Strategy

INTERVIEW: Advisors Should Log How Much Time They Devote To Business Growth - SEI

Tom Burroughes Group Editor 27 September 2013

INTERVIEW: Advisors Should Log How Much Time They Devote To Business Growth - SEI

US wealth advisors realize that building a pipeline of new clients is essential, but they need to get a clear read on how much time they devote to this, says SEI.

With many financial advisor business owners hoping to sell up and retire in a decade’s time, the question arises as to whether they will get any enthusiastic buyers when that big day arrives. And if they haven’t devoted much time to building a pipeline of new clients, what they put up for sale won’t look attractive.

This is the argument of John Anderson, managing director of the practice management solutions team for the SEI Advisor Network, part of SEI, the investments and technology solutions firm. He says advisors need to plot how much time they really spend on day-to-day business and how much on marketing and prospecting for new clients. They may be shocked at what they find.

A useful exercise for advisors is to log in some form the amount of time spent on marketing and business development. There are a lot of project management software providers out there that may make it easier, he pointed out to Family Wealth Report in a recent interview.

Anderson’s comments follow evidence that advisors spend 13 per cent of their time on business development or new client acquisition (Cerulli, December 2012). As SEI argues, it is unrealistic to expect advisors to grow a business if they devote less than 15 per cent of their day focused on such expansion.

"Advisors have been very focused on running their businesses. What gets left out is marketing and business development, which is the business's lifeblood," Anderson said.

Pressures to outsource

Unsurprisingly, perhaps, SEI is a firm that looks to provide the kind of outsourced services it says will free up advisors to do more of what they should be doing – getting in front of clients. With regulatory and other costs showing no signs of falling, advisors must be ruthlessly honest with themselves about what they do well, and what they should outsource, Anderson said.  

On issues such as re-balancing a client's portfolio, Anderson said: “Sure it has to be done but are you the one that has to do it?” "This all helps them [advisors] in thinking, 'am I running a business or running a practice?'".

One of the issues facing the financial advisory community is that with a relative shortage of young people entering the sector, and with existing advisors looking to sell their business in a decade's time, the latter need to build up their operations so they are an attractive business proposition, he said.

"If you are running such a business then you need something to monetize," he said.

The debate over what functions to outsource, or in what quantities and for what purposes is not clear-cut. In early May this year, a study recommended that while revenue generation at corporate and independent RIAs is comparable, independent RIAs needed to ensure they have appropriate scale to be profitable. The study, commissioned by NFP Advisor Services Group and carried out by Aite Group, said that revenue for advisors with a corporate RIA averages $1.2 million, compared with $1.3 million at an independent RIA.
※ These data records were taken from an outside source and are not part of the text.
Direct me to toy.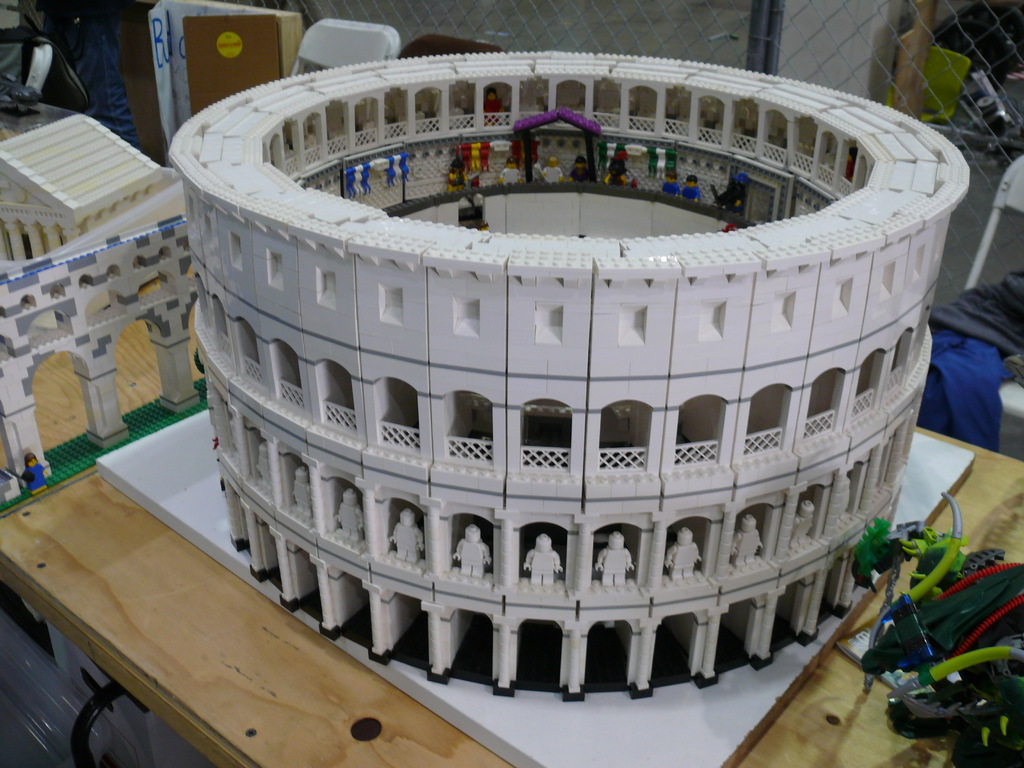
Direction: 499, 157, 526, 184.
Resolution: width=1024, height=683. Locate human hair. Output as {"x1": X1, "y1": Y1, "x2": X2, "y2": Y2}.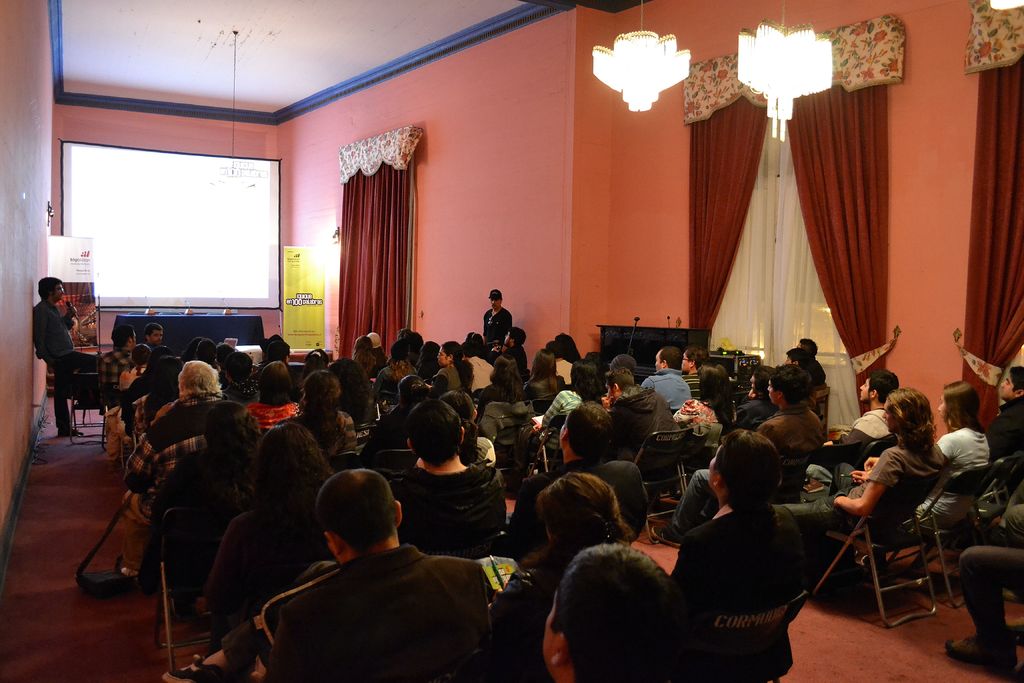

Building scale requires managers to focus as much as possible on getting in front of new clients – hence the significance of the findings cited by SEI’s Anderson.

In a related development this year that plays to the kind of themes Anderson talks about, United Capital released an interactive tool for advisors which is aimed at helping them understand which career path in the advisory industry suits them: their current arrangement, a lateral move, establishing their own RIA or joining a national partnership.